Your SKILL.md is just a text file. To make Claude actually use it, you must load it into one of two locations. The method you choose determines whether the skill is active globally or only in a specific project.
Best for skills you want active across all conversations.
pharma-data-analyst//pharma-data-analyst in any chat to manually activate the skill, even if the trigger didn't fire.Best for skills you want active only in a specific project.
The dispatch table ensures deterministic routing. Without it, Claude decides on-the-fly how to handle different input types — sometimes running all 4 phases when only Phase 3 is needed, or skipping Phase 1 when data inspection is critical.
NEVER rules are the hardest part to write well. Each rule must: (a) be specific, not generic, (b) name the exact failure mode it prevents, (c) state the consequence of violating it. Aim for 6–12 rules per skill.
If your skill will be part of a multi-skill pipeline (like the capstone project), you must declare what it outputs and what the next skill expects.
Activates on clinical trial CSV uploads. Runs a 4-phase deterministic pipeline: Data Inspection, Efficacy Analysis, Safety Summary, Clinical Conclusion. Enforces confidence interval reporting on all endpoints and prevents suppression of Grade 3+ adverse events.
Activates on competitive landscape queries for NASH and metabolic diseases. Runs Market Framing, Competitor Profiling, Positioning Assessment, and Market Size analysis. Prevents fabrication of competitor data and enforces source citation.
Activates on commercialisation and partnership decision requests.
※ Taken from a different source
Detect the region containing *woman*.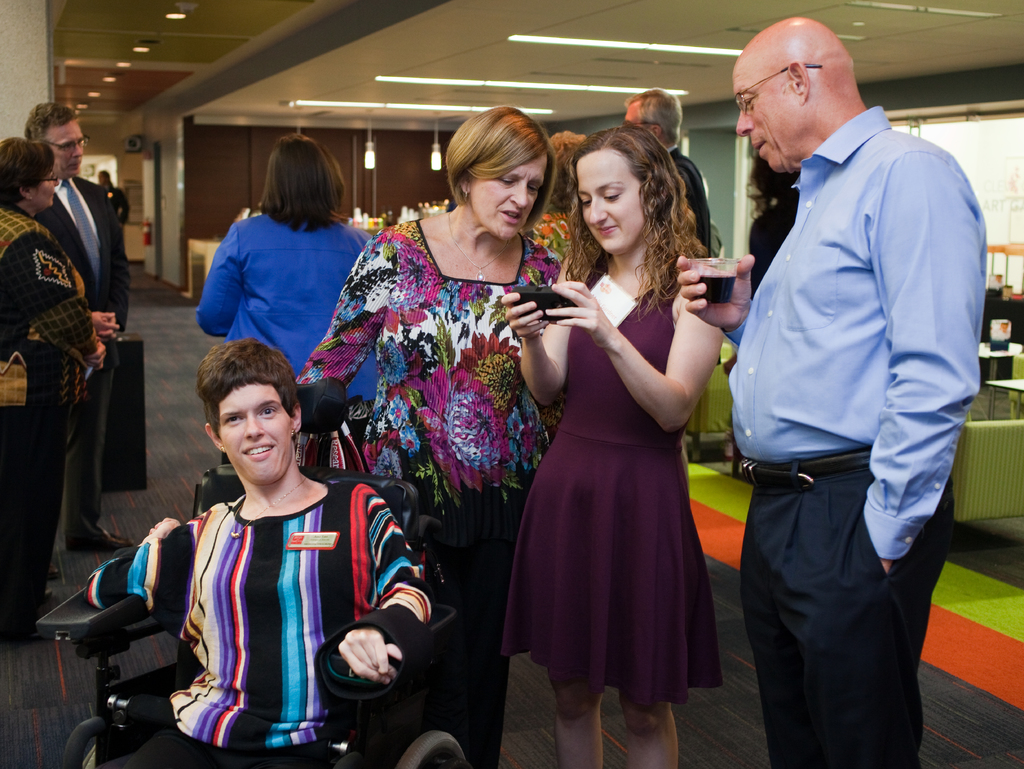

Evaluates clinical evidence and market position to produce structured recommendations: solo commercialisation vs. co-development vs. licensing. Requires upstream clinical and market context.
You will write an AGENTS.md Orchestrator that receives a single high-level query and automatically routes it through 3 specialist skills in sequence — each skill's output becoming the input context for the next — culminating in a unified investment recommendation.
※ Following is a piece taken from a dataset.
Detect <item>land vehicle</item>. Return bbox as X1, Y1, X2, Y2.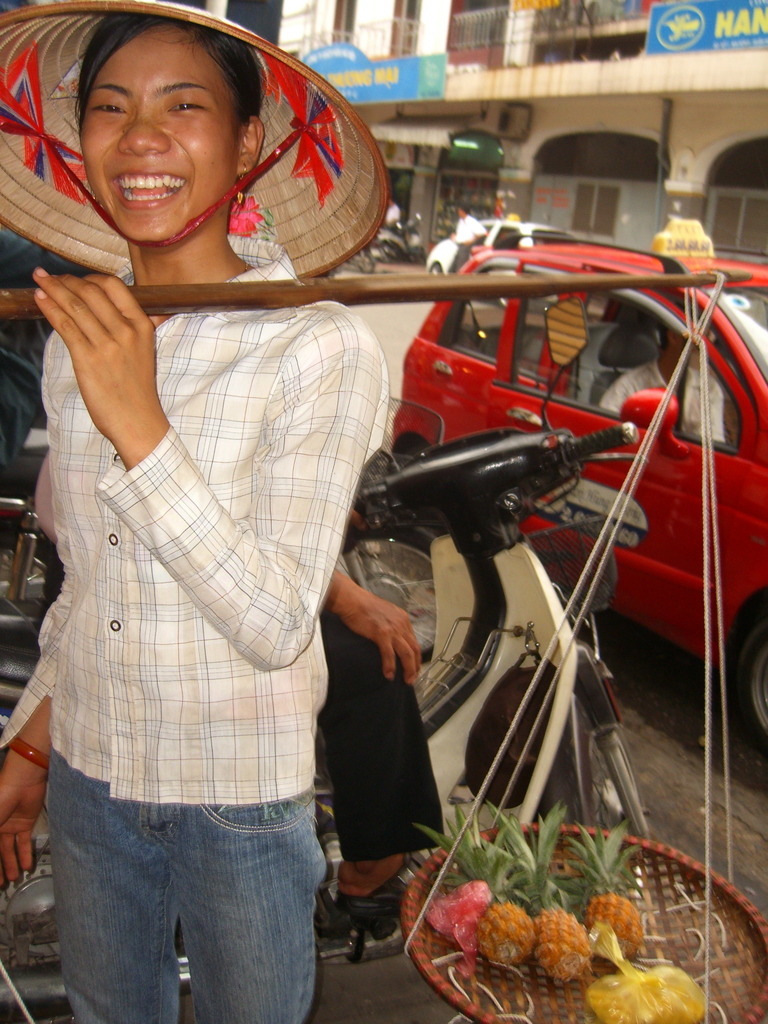
0, 300, 658, 1023.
Receives query · Routes skills · Synthesizes output
Input: trial CSV · Output: efficacy + AE summary
Input: efficacy profile · Output: competitive positioning
Input: clinical + market data · Output: commercialisation decision
Unified recommendation with evidence chain
This is the single query your AGENTS.md must be able to handle by routing through all 3 skills:
Follow every step in order. By the end, you will have a working multi-agent system running inside Claude.
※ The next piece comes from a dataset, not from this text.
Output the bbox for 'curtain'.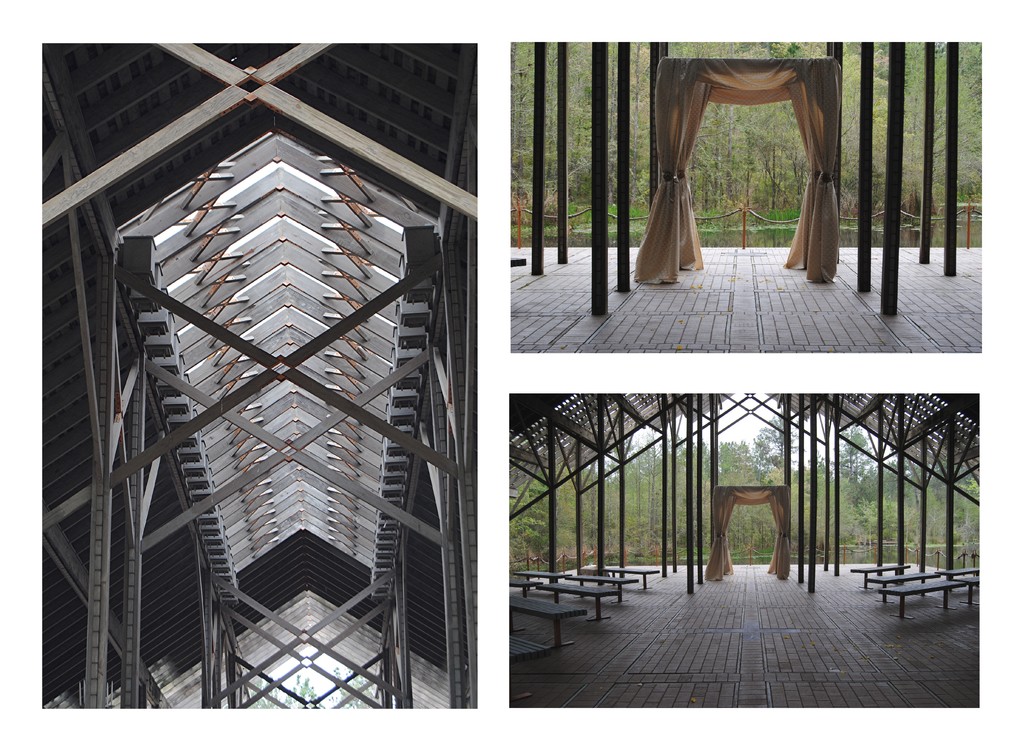
(left=705, top=483, right=792, bottom=585).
pharma-data-analyst.md, pharma-market-research.md, pharma-strategy-consultant.md, trial-data.csv, market-brief.md, strategy-brief.md.pharma-data-analyst.md first (it runs first in the chain), then pharma-market-research.md, then pharma-strategy-consultant.md.trial-data.csv file using the paperclip icon. You can also paste the market brief and strategy brief as text in the same message, or attach them as files.[CLINICAL CONTEXT], [MARKET CONTEXT]) spelled identically in both the AGENTS.md and the skill files?pharma-data-analyst trigger description does not include phrases like "uploaded CSV" or "clinical trial data". Check and fix it.Did Claude run all 3 skills in the correct order (clinical → market → strategy)?
Did Skill 3's recommendation explicitly reference data produced by Skills 1 and 2?
Did the agent respect its own NEVER rules throughout? (e.g., no recommendation before clinical phase?)
Did the final report include all 5 required sections (Clinical, Market, Recommendation, Risks, Confidence)?
Did the agent stay within scope? (i.e., it did not answer unrelated questions or hallucinate clinical data?)
Step 1: Create a folder named after your skill (e.g. pharma-data-analyst/).
Step 2: Put the SKILL.md file inside.
Step 3: ZIP the folder.
Step 4: Go to claude.ai → Profile → Customize → Skills → Upload ZIP.
Step 5: Toggle ON. The skill auto-activates when it matches a query.
/skill-name.Paste SKILL.md content into Project Instructions. Best for project-specific workflows where skills should only be active within that project.